What would be in your photograph to define love? We’ve had that challenge in the web business over the years, particularly during the constitutional amendment debate over what constitutes marriage. We almost always settled on either a wedding cake or a picture of wedding rings.
We’re conditioned to think of true love as love at the beginning. The Winona Daily News reminds us today that love at the end is a much better definition.
Look at this picture on the front page of the paper.
It’s John Grote, 86, stroking the forehead of his wife, Rosie, 83. She has Parkinson’s. She can’t walk. She can barely speak.
The Daily News’ story is about Winona Health’s hospice program, certainly a deserving focus.
But it’s the Grotes’ definition of love that’s the takeaway.

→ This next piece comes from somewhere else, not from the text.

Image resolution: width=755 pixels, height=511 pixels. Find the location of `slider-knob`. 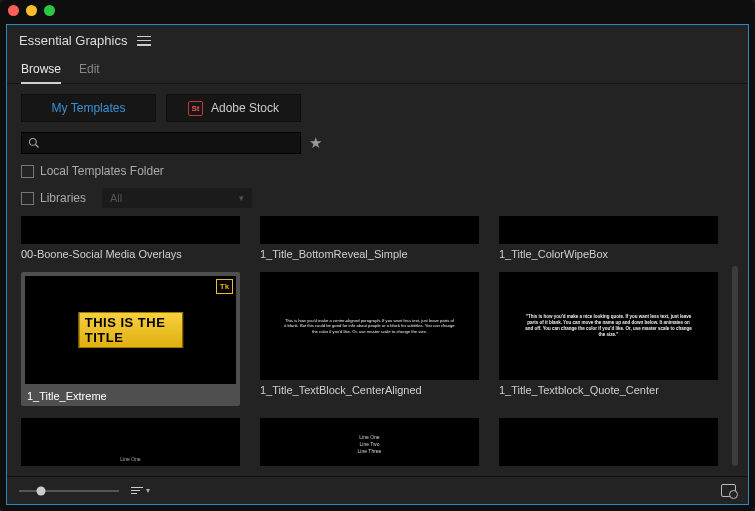

slider-knob is located at coordinates (42, 490).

They met more than 60 years ago in Minneapolis. John worked for Montgomery Ward. Rosie was a farm girl.
After a movie date, they began to fall for each other. They got married in July 1957 and soon had six children who gave them a generous number of grandchildren.
“We have seven or eight,” John said. It’s hard to keep track sometimes.
They’ve had a lot of good times, John and Rosie.
Once, while canoeing, John broke his glasses. Because Rosie didn’t have a driver’s license, John had to drive them home, blurry-eyed, as his wife called out directions.
“Rosie tried to drive once,” he said. “The instructor was a nervous wreck.”
John and Rosie also took dancing lessons together, pretending they were quite good until they actually weren’t half-bad. That’s how they moved through life — clinging to optimism, holding each other tight.
Over the years, John and Rosie’s siblings passed one by one away, including their respective twins. But John has always had Rosie. And Rosie has always had John.
Suddenly, Rosie breaks her silence with a cough, and her husband is pulled first to the present, then to the future.
“Sometimes,” he said, “I wonder how long I’ll be able to take care of her.”